On the one hand, they have serfs employed on their own land, who provide corvee labour, or Labour Rent. That is the serf is allowed to work a plot on the landlord's land, a part of their working-week (necessary labour) being required for their own reproduction, the other part of the week, spent working on the Lord's land (surplus labour, or rent) producing a surplus product consumed by the Lord, and their retainers. On the other hand, the free holding peasants, own their own land, upon which they can produce to meet their own needs (necessary labour), as well as to produce a surplus (surplus labour) part of which is handed over as feudal rent (Rent In Kind), or is sold as commodities, and paid as Money Rent, with any additional surplus accumulated as additional means of production, horses, oxen etc.

The feudal lord, under such conditions, has no material or logical reason to eject peasants from their land, because it is from such that they derive rent. The more peasants on their land, the more rent. The landlord would only have a logical and material basis for ejecting peasants, and so reducing their ability to collect rent, if either a) the landlord could become a capitalist producer, supplying large quantities of commodities to market, which justified a conversion from existing forms of production to capitalist production, or b) the landlord could eject existing peasant producers, and replace them with capitalist farmers, who would now pay a capitalist rent to the landlord.  Its true that after 1400 some common land was enclosed, and turned over to sheep, but a) this mostly did not involve evicting peasants from that land on any large-scale, and b) the motivation for it, was an increased demand for wool, subsequent to an increase in woollen cloth production, resulting from capital starting to enter textile production in the towns.

But, its quite clear that the required market for these agricultural commodities cannot come from the displaced peasants themselves. Firstly, even the serfs can produce enough agricultural products to meet their own requirements, and that is more so the case with the free holding peasant. So, they could not form the basis of any large market for agricultural products. That they are put into such a position can only arise, if they are first dispossessed of their land. But, for the landlord to decide to dispossess the peasants of their lands, so that they can exploit them, by paying them wages, rather than extracting surplus value in the form of feudal rent, first requires that those landlords themselves develop, in their heads, the ideas upon which capitalism itself is based. In other words, it is the very opposite of the theory of historical materialism, and an explanation of this historical change on the basis of subjectivism not materialism. It requires the landlord to acquire capitalist class consciousness, as the precondition of becoming a capitalist, rather than vice versa!

The large markets for agricultural products can only first come from the towns, and the existence there of industrial capital, which requires those commodities, a) to provide the means of subsistence of its wage workers (and indeed of the capitalists themselves), and b) the increased volumes of raw materials required for processing, such as wool.

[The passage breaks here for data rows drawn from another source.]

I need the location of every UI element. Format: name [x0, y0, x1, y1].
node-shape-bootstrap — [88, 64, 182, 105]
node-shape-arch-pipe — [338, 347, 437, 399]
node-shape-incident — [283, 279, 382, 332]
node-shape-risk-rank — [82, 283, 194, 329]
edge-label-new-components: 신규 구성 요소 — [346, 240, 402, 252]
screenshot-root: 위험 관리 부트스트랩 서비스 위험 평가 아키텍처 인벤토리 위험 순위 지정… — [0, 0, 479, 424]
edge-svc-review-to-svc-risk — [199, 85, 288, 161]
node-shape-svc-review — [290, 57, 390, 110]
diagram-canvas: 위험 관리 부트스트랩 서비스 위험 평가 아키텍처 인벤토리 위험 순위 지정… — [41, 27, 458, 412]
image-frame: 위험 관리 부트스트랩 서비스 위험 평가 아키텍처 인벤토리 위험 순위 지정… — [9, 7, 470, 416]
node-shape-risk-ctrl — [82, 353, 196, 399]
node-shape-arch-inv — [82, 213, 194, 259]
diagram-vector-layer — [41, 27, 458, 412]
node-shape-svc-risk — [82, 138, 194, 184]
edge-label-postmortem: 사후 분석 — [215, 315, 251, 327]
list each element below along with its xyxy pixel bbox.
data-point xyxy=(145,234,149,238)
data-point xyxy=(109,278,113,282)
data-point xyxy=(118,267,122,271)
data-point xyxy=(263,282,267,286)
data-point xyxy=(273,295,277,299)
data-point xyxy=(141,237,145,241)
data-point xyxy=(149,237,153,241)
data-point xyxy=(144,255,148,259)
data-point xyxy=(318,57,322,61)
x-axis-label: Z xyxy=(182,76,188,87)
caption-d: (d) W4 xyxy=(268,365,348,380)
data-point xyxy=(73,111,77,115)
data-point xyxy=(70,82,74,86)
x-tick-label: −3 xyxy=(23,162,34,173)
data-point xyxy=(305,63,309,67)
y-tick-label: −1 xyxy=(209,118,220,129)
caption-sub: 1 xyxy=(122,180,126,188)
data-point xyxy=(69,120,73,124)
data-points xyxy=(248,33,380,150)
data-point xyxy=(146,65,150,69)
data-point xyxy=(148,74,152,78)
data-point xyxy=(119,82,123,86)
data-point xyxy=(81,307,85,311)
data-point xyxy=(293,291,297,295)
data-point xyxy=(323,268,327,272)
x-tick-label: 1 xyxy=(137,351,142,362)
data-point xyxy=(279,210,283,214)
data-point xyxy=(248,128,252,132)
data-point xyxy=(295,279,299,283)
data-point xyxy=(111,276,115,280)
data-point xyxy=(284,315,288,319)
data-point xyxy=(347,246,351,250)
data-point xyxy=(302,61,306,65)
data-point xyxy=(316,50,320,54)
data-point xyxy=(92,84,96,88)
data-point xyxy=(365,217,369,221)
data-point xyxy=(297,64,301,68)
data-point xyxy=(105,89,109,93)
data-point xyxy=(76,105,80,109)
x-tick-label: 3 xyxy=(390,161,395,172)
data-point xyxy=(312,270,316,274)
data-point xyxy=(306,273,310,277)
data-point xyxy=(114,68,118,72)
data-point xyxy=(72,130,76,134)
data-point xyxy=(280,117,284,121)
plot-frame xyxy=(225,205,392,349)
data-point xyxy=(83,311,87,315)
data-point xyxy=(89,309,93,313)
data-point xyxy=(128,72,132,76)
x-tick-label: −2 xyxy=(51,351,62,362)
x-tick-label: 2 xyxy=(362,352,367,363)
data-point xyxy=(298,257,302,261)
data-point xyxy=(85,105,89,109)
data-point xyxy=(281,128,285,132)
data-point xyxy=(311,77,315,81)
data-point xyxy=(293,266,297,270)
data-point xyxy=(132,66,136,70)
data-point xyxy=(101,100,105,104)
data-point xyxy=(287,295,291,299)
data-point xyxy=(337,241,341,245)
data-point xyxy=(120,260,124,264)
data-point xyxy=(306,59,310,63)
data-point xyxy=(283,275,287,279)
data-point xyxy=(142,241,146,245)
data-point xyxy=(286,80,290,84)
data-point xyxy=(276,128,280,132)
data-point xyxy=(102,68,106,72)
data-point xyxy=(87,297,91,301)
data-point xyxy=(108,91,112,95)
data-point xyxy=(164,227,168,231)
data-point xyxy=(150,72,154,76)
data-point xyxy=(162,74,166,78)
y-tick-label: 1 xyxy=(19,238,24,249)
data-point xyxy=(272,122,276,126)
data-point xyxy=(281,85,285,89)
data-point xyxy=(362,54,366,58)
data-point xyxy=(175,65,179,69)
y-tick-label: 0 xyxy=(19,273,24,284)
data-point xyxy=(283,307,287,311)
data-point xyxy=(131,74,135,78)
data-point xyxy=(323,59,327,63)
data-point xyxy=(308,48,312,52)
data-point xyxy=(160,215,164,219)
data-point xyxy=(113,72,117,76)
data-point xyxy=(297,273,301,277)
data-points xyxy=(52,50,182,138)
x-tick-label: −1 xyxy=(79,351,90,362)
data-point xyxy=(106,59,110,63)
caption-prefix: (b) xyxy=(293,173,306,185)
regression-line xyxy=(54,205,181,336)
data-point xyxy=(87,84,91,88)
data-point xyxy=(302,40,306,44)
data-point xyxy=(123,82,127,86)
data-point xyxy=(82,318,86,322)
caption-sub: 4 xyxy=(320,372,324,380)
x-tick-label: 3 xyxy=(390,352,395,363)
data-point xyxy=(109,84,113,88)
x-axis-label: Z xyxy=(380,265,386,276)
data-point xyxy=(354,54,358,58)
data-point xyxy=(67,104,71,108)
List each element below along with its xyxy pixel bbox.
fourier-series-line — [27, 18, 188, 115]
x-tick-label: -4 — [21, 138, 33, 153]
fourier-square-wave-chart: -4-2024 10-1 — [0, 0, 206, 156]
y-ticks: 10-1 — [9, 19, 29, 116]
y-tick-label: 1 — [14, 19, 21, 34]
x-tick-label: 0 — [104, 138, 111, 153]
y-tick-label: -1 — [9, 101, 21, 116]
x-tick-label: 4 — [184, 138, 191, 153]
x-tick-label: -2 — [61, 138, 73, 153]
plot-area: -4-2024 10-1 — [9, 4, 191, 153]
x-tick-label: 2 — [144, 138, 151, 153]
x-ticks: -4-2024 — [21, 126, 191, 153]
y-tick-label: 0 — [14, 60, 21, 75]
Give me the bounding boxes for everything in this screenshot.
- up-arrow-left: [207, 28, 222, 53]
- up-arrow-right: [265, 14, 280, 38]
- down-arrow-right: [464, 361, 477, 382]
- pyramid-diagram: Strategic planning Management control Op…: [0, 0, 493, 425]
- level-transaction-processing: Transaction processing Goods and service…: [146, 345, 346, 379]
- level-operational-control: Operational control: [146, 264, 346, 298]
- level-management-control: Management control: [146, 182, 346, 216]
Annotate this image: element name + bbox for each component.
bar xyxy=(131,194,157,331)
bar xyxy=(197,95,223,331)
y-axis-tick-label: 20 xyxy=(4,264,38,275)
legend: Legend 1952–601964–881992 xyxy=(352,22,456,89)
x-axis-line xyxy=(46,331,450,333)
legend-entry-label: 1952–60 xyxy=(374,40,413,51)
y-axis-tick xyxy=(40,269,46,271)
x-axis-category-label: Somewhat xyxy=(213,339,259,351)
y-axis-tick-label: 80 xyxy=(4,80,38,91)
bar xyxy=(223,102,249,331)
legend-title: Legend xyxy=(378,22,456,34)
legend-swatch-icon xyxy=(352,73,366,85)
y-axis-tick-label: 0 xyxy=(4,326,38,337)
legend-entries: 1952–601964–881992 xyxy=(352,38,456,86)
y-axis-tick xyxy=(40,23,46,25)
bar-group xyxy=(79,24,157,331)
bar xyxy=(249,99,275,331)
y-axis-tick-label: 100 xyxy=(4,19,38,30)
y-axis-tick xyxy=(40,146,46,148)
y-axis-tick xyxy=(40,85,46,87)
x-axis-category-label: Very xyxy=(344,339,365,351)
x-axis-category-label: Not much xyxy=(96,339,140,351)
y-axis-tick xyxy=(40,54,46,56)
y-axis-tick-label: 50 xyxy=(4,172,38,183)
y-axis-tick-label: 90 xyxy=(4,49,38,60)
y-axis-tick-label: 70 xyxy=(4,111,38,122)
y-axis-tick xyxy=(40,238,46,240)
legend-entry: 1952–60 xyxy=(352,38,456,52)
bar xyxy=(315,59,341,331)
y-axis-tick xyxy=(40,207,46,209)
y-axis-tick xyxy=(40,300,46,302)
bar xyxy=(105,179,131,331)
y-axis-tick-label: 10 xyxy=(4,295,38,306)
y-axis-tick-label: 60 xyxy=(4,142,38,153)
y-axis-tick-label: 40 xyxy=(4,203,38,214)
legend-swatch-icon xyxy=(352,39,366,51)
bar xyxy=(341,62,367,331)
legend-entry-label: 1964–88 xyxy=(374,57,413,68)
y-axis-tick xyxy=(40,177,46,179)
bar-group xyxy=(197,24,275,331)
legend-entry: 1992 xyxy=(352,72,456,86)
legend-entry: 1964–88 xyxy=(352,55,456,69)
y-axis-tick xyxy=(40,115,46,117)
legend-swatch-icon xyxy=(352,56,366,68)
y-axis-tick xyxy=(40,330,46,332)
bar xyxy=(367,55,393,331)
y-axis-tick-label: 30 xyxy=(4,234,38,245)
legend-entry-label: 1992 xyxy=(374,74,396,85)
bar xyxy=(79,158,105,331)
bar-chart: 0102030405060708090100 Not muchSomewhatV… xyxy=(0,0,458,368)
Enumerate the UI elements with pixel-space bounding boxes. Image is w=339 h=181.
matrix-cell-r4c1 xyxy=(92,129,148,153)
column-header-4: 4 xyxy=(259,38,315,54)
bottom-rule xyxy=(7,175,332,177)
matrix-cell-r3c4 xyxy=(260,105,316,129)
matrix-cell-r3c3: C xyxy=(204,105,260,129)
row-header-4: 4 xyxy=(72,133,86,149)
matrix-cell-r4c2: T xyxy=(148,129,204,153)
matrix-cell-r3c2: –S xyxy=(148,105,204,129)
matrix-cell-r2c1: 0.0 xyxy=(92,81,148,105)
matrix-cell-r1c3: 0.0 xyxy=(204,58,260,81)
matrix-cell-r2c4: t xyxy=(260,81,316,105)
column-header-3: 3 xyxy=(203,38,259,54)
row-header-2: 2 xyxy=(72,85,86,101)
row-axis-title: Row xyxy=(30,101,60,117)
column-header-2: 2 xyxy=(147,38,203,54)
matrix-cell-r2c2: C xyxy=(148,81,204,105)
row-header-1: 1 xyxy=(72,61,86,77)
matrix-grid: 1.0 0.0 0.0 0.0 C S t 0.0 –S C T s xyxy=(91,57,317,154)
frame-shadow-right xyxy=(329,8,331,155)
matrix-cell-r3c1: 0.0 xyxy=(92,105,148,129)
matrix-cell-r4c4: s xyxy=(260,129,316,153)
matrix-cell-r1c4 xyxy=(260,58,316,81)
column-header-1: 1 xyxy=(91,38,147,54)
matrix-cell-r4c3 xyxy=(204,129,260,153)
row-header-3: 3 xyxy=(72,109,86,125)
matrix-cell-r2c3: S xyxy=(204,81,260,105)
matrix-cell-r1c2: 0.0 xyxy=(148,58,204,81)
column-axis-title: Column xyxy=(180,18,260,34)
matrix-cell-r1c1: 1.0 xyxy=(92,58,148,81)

Its this process that Lenin describes, in detail, in relation to Russia, which sees, particularly after the Reform, the large expansion of commodity production, as the peasants produce commodities to supply to the industrial capital of the towns, which, in turn creates the conditions for a differentiation of the peasantry, and then the invasion of agriculture itself by capital.

As Lenin puts it,

"As capitalism develops, agriculture always and everywhere, lags behind commerce and industry, it is always subordinate to them and is exploited by them and it is always drawn by them, only later on, onto the path of capitalist production."